Born a century ago in Melbourne, Sidney Nolan is considered one of Australia’s leading modern artists, with diverse work including painting, photography and stage design. He is perhaps best known for his series of paintings on legends from Australian history, most famously Ned Kelly.
From 1983 until his death, Nolan lived in The Rodd in Herfordshire near the Welsh borders, the landscape around which is said to have reminded him of the vast wide spaces of Australia and other places he had visited. The Sidney Nolan Trust was established in 1985 to support artists and musicians and provide exhibition space for works by Nolan and others at The Rodd.

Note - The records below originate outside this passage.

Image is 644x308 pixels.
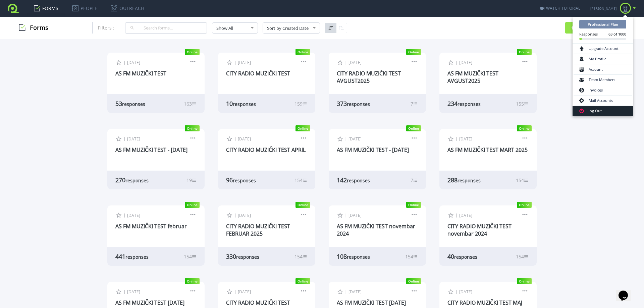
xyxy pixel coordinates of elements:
[608,32,626,36] strong: 63 of 1000
[337,146,409,154] a: AS FM MUZIČKI TEST - [DATE]
[337,99,386,108] div: 373
[573,64,632,75] a: Account
[540,5,580,11] a: WATCH TUTORIAL
[337,222,415,237] a: AS FM MUZIČKI TEST novembar 2024
[456,59,458,65] span: |
[405,254,418,259] div: 154
[573,54,632,64] a: My Profile
[579,20,626,29] span: Professional Plan
[98,25,114,31] span: Filters :
[565,22,606,34] button: Create Form
[186,177,197,184] div: 19
[459,213,472,218] span: [DATE]
[456,136,458,141] span: |
[127,60,140,65] span: [DATE]
[516,101,528,107] div: 155
[238,213,251,218] span: [DATE]
[116,222,187,230] a: AS FM MUZIČKI TEST februar
[447,176,497,184] div: 288
[459,60,472,65] span: [DATE]
[347,254,370,260] span: responses
[406,278,421,284] span: Online
[349,289,362,294] span: [DATE]
[345,289,347,294] span: |
[233,177,256,184] span: responses
[233,101,256,107] span: responses
[226,99,276,108] div: 10
[295,254,307,259] div: 154
[184,101,197,107] div: 163
[226,146,306,154] a: CITY RADIO MUZIČKI TEST APRIL
[349,136,362,142] span: [DATE]
[573,95,632,106] a: Mail Accounts
[139,23,207,34] input: Search forms...
[447,69,499,84] a: AS FM MUZIČKI TEST AVGUST2025
[125,177,149,184] span: responses
[238,60,251,65] span: [DATE]
[185,125,199,132] span: Online
[234,212,236,218] span: |
[410,101,418,107] div: 7
[347,177,370,184] span: responses
[573,85,632,95] a: Invoices
[238,136,251,142] span: [DATE]
[573,43,632,54] a: Upgrade Account
[226,252,276,260] div: 330
[234,59,236,65] span: |
[234,289,236,294] span: |
[347,101,370,107] span: responses
[236,254,259,260] span: responses
[456,212,458,218] span: |
[234,136,236,141] span: |
[116,176,165,184] div: 270
[127,213,140,218] span: [DATE]
[127,136,140,142] span: [DATE]
[226,222,290,237] a: CITY RADIO MUZIČKI TEST FEBRUAR 2025
[226,176,276,184] div: 96
[573,75,632,85] a: Team Members
[295,202,310,207] span: Online
[516,254,528,259] div: 154
[19,24,48,32] h3: Forms
[337,252,386,260] div: 108
[295,125,310,132] span: Online
[116,69,166,77] a: AS FM MUZIČKI TEST
[456,289,458,294] span: |
[295,177,307,184] div: 154
[406,49,421,55] span: Online
[185,278,199,284] span: Online
[116,299,184,306] a: AS FM MUZIČKI TEST [DATE]
[337,299,406,306] a: AS FM MUZIČKI TEST [DATE]
[573,106,633,116] a: Log Out
[447,222,512,237] a: CITY RADIO MUZIČKI TEST novembar 2024
[345,59,347,65] span: |
[459,289,472,294] span: [DATE]
[345,136,347,141] span: |
[459,136,472,142] span: [DATE]
[447,146,528,154] a: AS FM MUZIČKI TEST MART 2025
[185,202,199,207] span: Online
[517,49,532,55] span: Online
[454,254,477,260] span: responses
[238,289,251,294] span: [DATE]
[458,101,480,107] span: responses
[116,146,188,154] a: AS FM MUZIČKI TEST - [DATE]
[349,60,362,65] span: [DATE]
[226,69,290,77] a: CITY RADIO MUZIČKI TEST
[516,177,528,184] div: 154
[116,99,165,108] div: 53
[447,252,497,260] div: 40
[337,69,401,84] a: CITY RADIO MUZIČKI TEST AVGUST2025
[123,212,126,218] span: |
[295,278,310,284] span: Online
[345,212,347,218] span: |
[295,101,307,107] div: 159
[295,49,310,55] span: Online
[123,289,126,294] span: |
[337,176,386,184] div: 142
[517,202,532,207] span: Online
[517,125,532,132] span: Online
[349,213,362,218] span: [DATE]
[184,254,197,259] div: 154
[185,49,199,55] span: Online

This year the Trust celebrates the centenary of Nolan’s birth with a series of events, including “Unseen”, an exhibition of 50 years of his work in the grand neo-classical architecture of the Australian High Commission in London.
The exhibition shows Nolan’s diversity from the early youthful portrait “Head of Rimbaud” of 1939, through the abstract works of the 1940’s to his more sinister “Heads” and “Convict” from the 1950’s when he also painted “Crucifixion”, and then onto through landscapes and other works, including one of his paintings of Ned Kelly, to his large abstract works from 1986, a few years before his death.
The works are primarily from the collection of the Sidney Nolan Trust itself and the exhibition’s title reflects the fact that many of these are stand-alone paintings and not part of a major series, which was often one of the characteristics of Nolan’s output as he brought paintings together as if in a poetic story.